The SHADE experiment took place in September 2000
near Dakar (14◦ N, 17◦ W). Haywood et al. (2003) and Anderson et al. (2005) inferred the DRE from airborne measurements of the radiation. A very intense dust episode was observed on 30 September when optical depth reached 1.49 at
550 nm at 12:30 UTC. In Anderson et al. (2005) the authors
computed the diurnal average radiative forcing efficiency to
be –24 Wm−2 τ −1 and found that the ratio between instantaneous and diurnal mean was 3.6. In addition, Haywood et
al. (2003) were able to estimate the ratio of surface to top of
atmosphere radiative forcing efficiency at 1.6 which allowed
www.atmos-chem-phys.net/7/81/2007/
Y. Balkanski et al.: Reevaluation of Mineral aerosol radiative forcings
us to compute the surface value given in Table 7. The simulated DRE for cases S1, S1b and S1c lead to values from
–16 to –24 Wm−2 τ −1 very close to the diurnal mean observed. The efficiency at the surface are overestimated, from
–48 to –57 Wm−2 τ −1 as compared to the inferred value by
Haywood et al. (2003) of –38 Wm−2 τ −1 . In contrast case
S2, Patterson-Volz, leads to a simulated positive forcing efficiency of +4 Wm−2 τ −1 and a very large value at the surface
of –70 Wm−2 τ −1 close to 2 times the inferred value. Once
again we conclude that such aerosol is much more absorbing
than the measurements indicate.
6
Discussion: is dust warming or cooling the atmospheric column?

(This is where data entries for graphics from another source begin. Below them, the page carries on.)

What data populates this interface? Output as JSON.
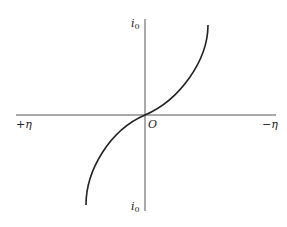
{
  "diagram": {
    "type": "polarization curve (current vs overpotential)",
    "axes": {
      "x_left_label": "+η",
      "x_right_label": "−η",
      "origin_label": "O",
      "y_top_label": {
        "main": "i",
        "sub": "0"
      },
      "y_bottom_label": {
        "main": "i",
        "sub": "0"
      }
    },
    "curve": {
      "description": "S-shaped (sinh-like) curve passing through origin, rising steeply at the upper right and falling steeply at the lower left",
      "color": "#222222"
    },
    "colors": {
      "axis": "#444444",
      "background": "#ffffff"
    }
  }
}
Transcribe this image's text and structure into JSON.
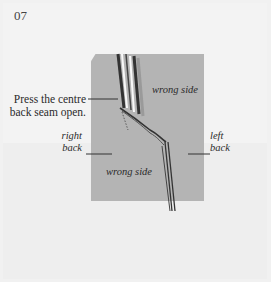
{
  "step": {
    "number": "07"
  },
  "instruction": {
    "line1": "Press the centre",
    "line2": "back seam open."
  },
  "labels": {
    "wrong_side_top": "wrong side",
    "wrong_side_bottom": "wrong side",
    "right_back_1": "right",
    "right_back_2": "back",
    "left_back_1": "left",
    "left_back_2": "back"
  },
  "colors": {
    "page_background": "#f1f1f1",
    "fabric_panel": "#b4b4b4",
    "seam_lines": "#2a2a2a"
  }
}
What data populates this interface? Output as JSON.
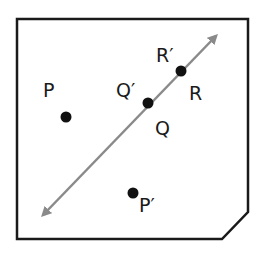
{
  "diagram": {
    "type": "reflection",
    "frame": {
      "stroke": "#1a1a1a"
    },
    "line": {
      "color": "#8a8a8a",
      "from": [
        37,
        221
      ],
      "to": [
        222,
        30
      ]
    },
    "points": [
      {
        "id": "P",
        "label": "P",
        "x": 66,
        "y": 117
      },
      {
        "id": "P_prime",
        "label": "P′",
        "x": 133,
        "y": 193
      },
      {
        "id": "Q",
        "label": "Q",
        "x": 148,
        "y": 103
      },
      {
        "id": "Q_prime",
        "label": "Q′",
        "x": 148,
        "y": 103
      },
      {
        "id": "R",
        "label": "R",
        "x": 181,
        "y": 71
      },
      {
        "id": "R_prime",
        "label": "R′",
        "x": 181,
        "y": 71
      }
    ],
    "labels": {
      "P": "P",
      "P_prime": "P′",
      "Q": "Q",
      "Q_prime": "Q′",
      "R": "R",
      "R_prime": "R′"
    }
  }
}
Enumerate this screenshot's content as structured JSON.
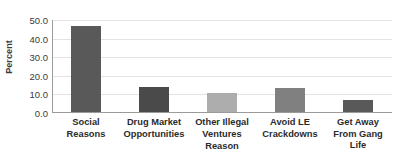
{
  "chart_data": {
    "type": "bar",
    "title": "",
    "subtitle": "",
    "xlabel": "Reason",
    "ylabel": "Percent",
    "categories": [
      "Social Reasons",
      "Drug Market Opportunities",
      "Other Illegal Ventures",
      "Avoid LE Crackdowns",
      "Get Away From Gang Life"
    ],
    "category_lines": [
      [
        "Social Reasons",
        ""
      ],
      [
        "Drug Market",
        "Opportunities"
      ],
      [
        "Other Illegal",
        "Ventures"
      ],
      [
        "Avoid LE",
        "Crackdowns"
      ],
      [
        "Get Away",
        "From Gang Life"
      ]
    ],
    "values": [
      46.5,
      13.5,
      10.3,
      13.0,
      6.5
    ],
    "bar_colors": [
      "#595959",
      "#4a4a4a",
      "#adadad",
      "#808080",
      "#595959"
    ],
    "ylim": [
      0,
      50
    ],
    "ytick_labels": [
      "50.0",
      "40.0",
      "30.0",
      "20.0",
      "10.0",
      "0.0"
    ],
    "ytick_values": [
      50,
      40,
      30,
      20,
      10,
      0
    ],
    "grid": true,
    "gridlines": "horizontal",
    "legend": "none",
    "annotations": []
  },
  "colors": {
    "background": "#ffffff",
    "gridline": "#e3e3e3",
    "axis": "#9a9a9a",
    "text": "#2b2b2b",
    "tick_text": "#3a3a3a"
  }
}
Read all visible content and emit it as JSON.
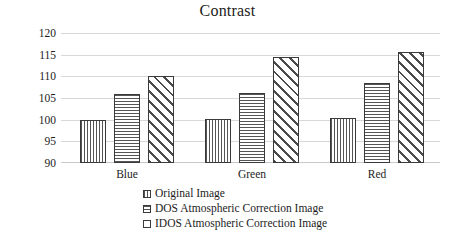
{
  "chart_data": {
    "type": "bar",
    "title": "Contrast",
    "xlabel": "",
    "ylabel": "",
    "categories": [
      "Blue",
      "Green",
      "Red"
    ],
    "series": [
      {
        "name": "Original Image",
        "pattern": "vertical-lines",
        "values": [
          100.0,
          100.2,
          100.4
        ]
      },
      {
        "name": "DOS Atmospheric Correction Image",
        "pattern": "horizontal-lines",
        "values": [
          106.0,
          106.2,
          108.5
        ]
      },
      {
        "name": "IDOS Atmospheric Correction Image",
        "pattern": "diagonal-hatch",
        "values": [
          110.1,
          114.5,
          115.6
        ]
      }
    ],
    "ylim": [
      90,
      120
    ],
    "ytick_step": 5,
    "yticks": [
      "120",
      "115",
      "110",
      "105",
      "100",
      "95",
      "90"
    ],
    "grid": true,
    "legend_position": "bottom-center",
    "colors": {
      "bar_outline": "#3a3a3a",
      "bar_fill": "#ffffff",
      "hatch": "#555555",
      "gridline": "#d8d8d8",
      "text": "#1c1c1c",
      "background": "#ffffff"
    }
  }
}
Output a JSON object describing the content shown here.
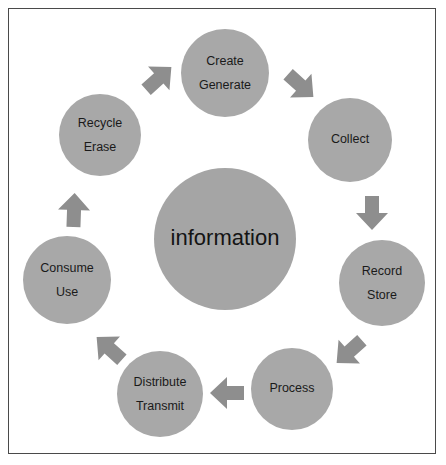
{
  "diagram": {
    "hub": {
      "label": "information",
      "cx": 225,
      "cy": 239,
      "r": 71,
      "color": "#a5a5a5"
    },
    "colors": {
      "node_fill": "#a8a8a8",
      "hub_fill": "#a5a5a5",
      "arrow_fill": "#8e8e8e",
      "label_text": "#1a1a1a",
      "border": "#4a4a4a",
      "background": "#ffffff"
    },
    "nodes": [
      {
        "name": "create-generate",
        "lines": [
          "Create",
          "Generate"
        ],
        "line1": "Create",
        "line2": "Generate",
        "cx": 225,
        "cy": 73,
        "r": 44
      },
      {
        "name": "collect",
        "lines": [
          "Collect"
        ],
        "line1": "Collect",
        "line2": "",
        "cx": 350,
        "cy": 140,
        "r": 42
      },
      {
        "name": "record-store",
        "lines": [
          "Record",
          "Store"
        ],
        "line1": "Record",
        "line2": "Store",
        "cx": 382,
        "cy": 283,
        "r": 43
      },
      {
        "name": "process",
        "lines": [
          "Process"
        ],
        "line1": "Process",
        "line2": "",
        "cx": 292,
        "cy": 389,
        "r": 41
      },
      {
        "name": "distribute-transmit",
        "lines": [
          "Distribute",
          "Transmit"
        ],
        "line1": "Distribute",
        "line2": "Transmit",
        "cx": 160,
        "cy": 394,
        "r": 43
      },
      {
        "name": "consume-use",
        "lines": [
          "Consume",
          "Use"
        ],
        "line1": "Consume",
        "line2": "Use",
        "cx": 67,
        "cy": 280,
        "r": 44
      },
      {
        "name": "recycle-erase",
        "lines": [
          "Recycle",
          "Erase"
        ],
        "line1": "Recycle",
        "line2": "Erase",
        "cx": 100,
        "cy": 135,
        "r": 41
      }
    ],
    "arrows": [
      {
        "name": "arrow-recycle-to-create",
        "from": "recycle-erase",
        "to": "create-generate",
        "direction": "up-right",
        "cx": 158,
        "cy": 79,
        "angle": -42
      },
      {
        "name": "arrow-create-to-collect",
        "from": "create-generate",
        "to": "collect",
        "direction": "down-right",
        "cx": 300,
        "cy": 85,
        "angle": 42
      },
      {
        "name": "arrow-collect-to-record",
        "from": "collect",
        "to": "record-store",
        "direction": "down",
        "cx": 372,
        "cy": 212,
        "angle": 90
      },
      {
        "name": "arrow-record-to-process",
        "from": "record-store",
        "to": "process",
        "direction": "down-left",
        "cx": 350,
        "cy": 351,
        "angle": 138
      },
      {
        "name": "arrow-process-to-distribute",
        "from": "process",
        "to": "distribute-transmit",
        "direction": "left",
        "cx": 228,
        "cy": 393,
        "angle": 180
      },
      {
        "name": "arrow-distribute-to-consume",
        "from": "distribute-transmit",
        "to": "consume-use",
        "direction": "up-left",
        "cx": 110,
        "cy": 349,
        "angle": 222
      },
      {
        "name": "arrow-consume-to-recycle",
        "from": "consume-use",
        "to": "recycle-erase",
        "direction": "up",
        "cx": 74,
        "cy": 211,
        "angle": 272
      }
    ]
  }
}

Mineral aerosols have a much contrasted radiative effect depending upon the brightness of the underlying surface. Over
bare surfaces with a large surface albedo (>0.30) the mineral
aerosols will always warm the atmospheric column. Over
dark surfaces such as oceans and deciduous forests, where
surface albedo is less than 0.15, the effect of the mineral
aerosols is similar to sulphates since it cools the atmospheric
column. Over surface albedos in the intermediate range,
0.15<A<0.30, the sign of the forcing depends mainly on two
factors, the size distribution and the mineralogical composition which both determine the single scattering albedo of the
particles.
The refractive indices computed in this study are coherent
with the measurements. In addition, these refractive indices
lead to radiative forcing efficiency close to what was observed over the Western tropical Atlantic. The 3 experiments
for which the agreement was obtained were respectively internal mixtures with 1.5 and 2.7% hematite and the sensitivity case with 1.5% hematite when a coarse mode is added to
the initial size distribution. From these 3 cases, we bracket
the global top-of-atmosphere radiative forcing of dust in between values of –0.40 Wm−2 and –0.24 Wm−2 . For the surface forcing, the range of these 3 cases is within –1.11 Wm−2
and –0.92 Wm−2 . In terms of energy stored in the column
per unit optical depth of mineral dust, the energy stored is
+31 Wm−2 τ −1 for the Saharan region and +33 Wm−2 τ −1
or the Arabian Peninsula.
7
Conclusions
In this paper we examined of mineral aerosol refractive indices. A database of soil mineralogy from arid and semi-arid
regions determined the mineralogical composition. The radiative properties of an internal mixture of minerals containing 0.9, 1.5 and 2.7% hematite were presented that respectively represent: low, median and high absorption.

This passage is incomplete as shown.